John has done a terrific review of Jonathan Zittrain's new book, The Future of the Internet and How to Stop It, at Management Today.

"Life without this digital ecosystem is now unthinkable - as Estonia discovered when it underwent a savage cyber-attack a year ago. And yet the very features that have made the internet such a creative force in our societies now threaten its future - as citizens, governments and corporations, exasperated or terrified by online mayhem, combine to 'lock down' and regulate the network. Such a future - if it came about - would implement an Orwellian nightmare of comprehensive surveillance and perfect enforcement. It might also strangle the technological goose that has laid so many golden eggs. And it will happen, unless we take avoiding action...
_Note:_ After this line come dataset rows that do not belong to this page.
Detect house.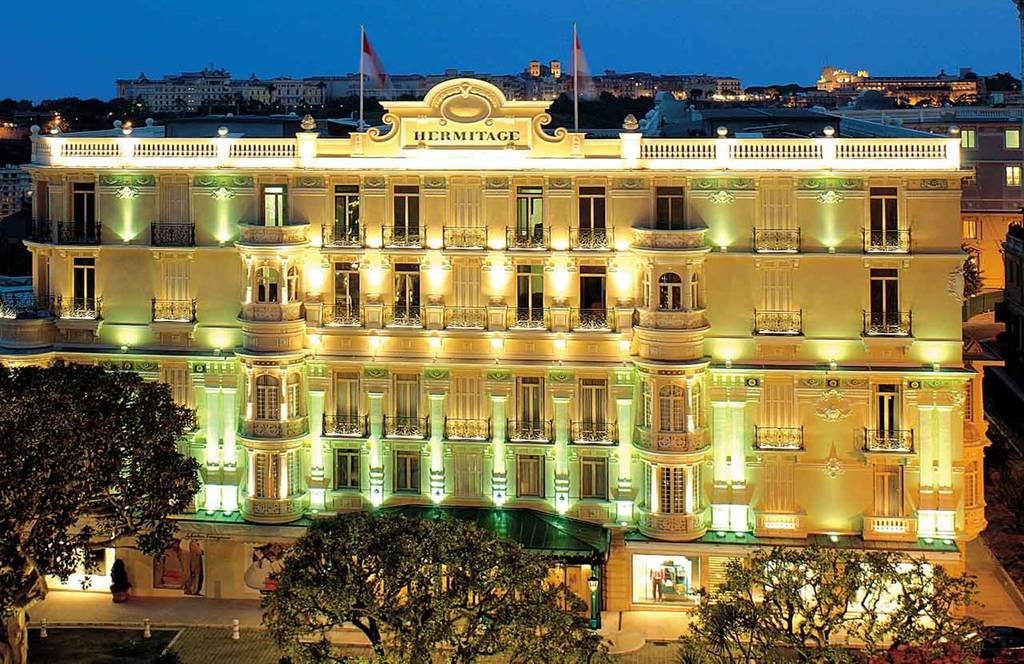
Detected at left=29, top=72, right=1003, bottom=618.
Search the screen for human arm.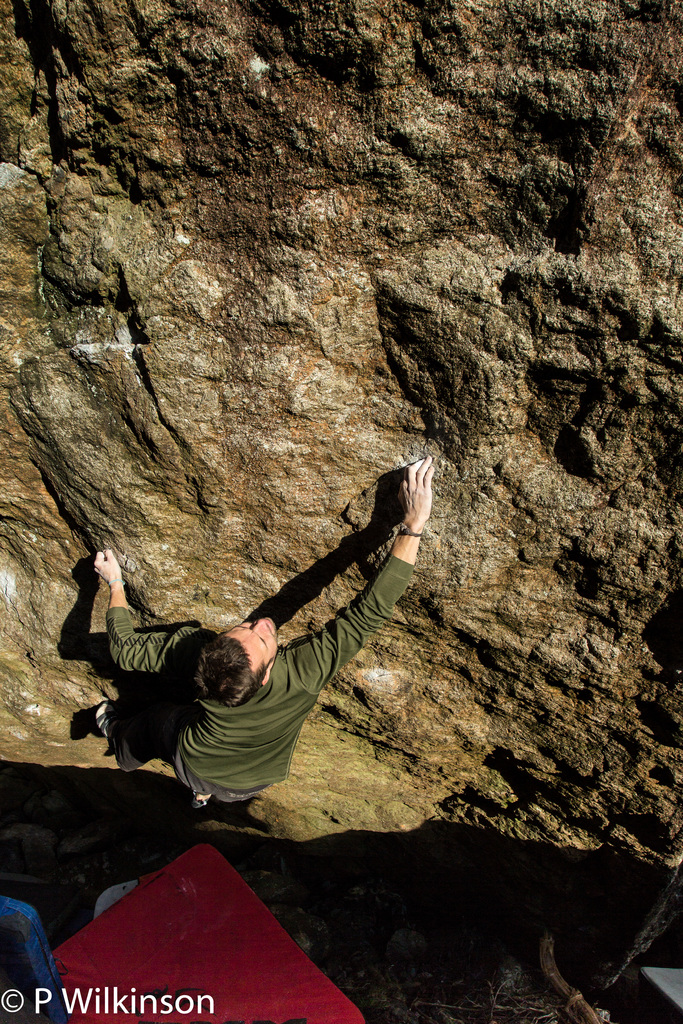
Found at crop(96, 540, 233, 694).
Zittrain's great insight is that the combination of the personal computer and the open internet created what he calls a 'generative system'. He defines generativity as 'a system's capacity to produce unanticipated social change through unfiltered contributions from broad and varied audiences'. In other words, an endless capacity for springing surprises...

The beauty of The Future of the Internet is that it's an ideal primer for the debate that we now need to have about all this."

Europe votes on anti-piracy laws

The BBC has picked up on the EU telecoms package vote which treatens to incorporate 3 strikes copyright rules by the back door.

Corruption of the EU policymaking process?

Given that the telecoms framework legislative package, with its secret 3 strikes copyright amendments, is being considered by two important EU committes today (the IMCO (Committee on Internal Market and Consumer Protection) and ITRE (Committee on Industry, Research and Energy) committees for the EU anoraks amongst you), it is perhaps unsurprising that Phillipe Aigrain takes the opportunity to rail against what he perceives to be corruption of the policymaking process in the EU. Monsieur Aigrain dedicates the post to Larry Lessig and his change Congress initiative.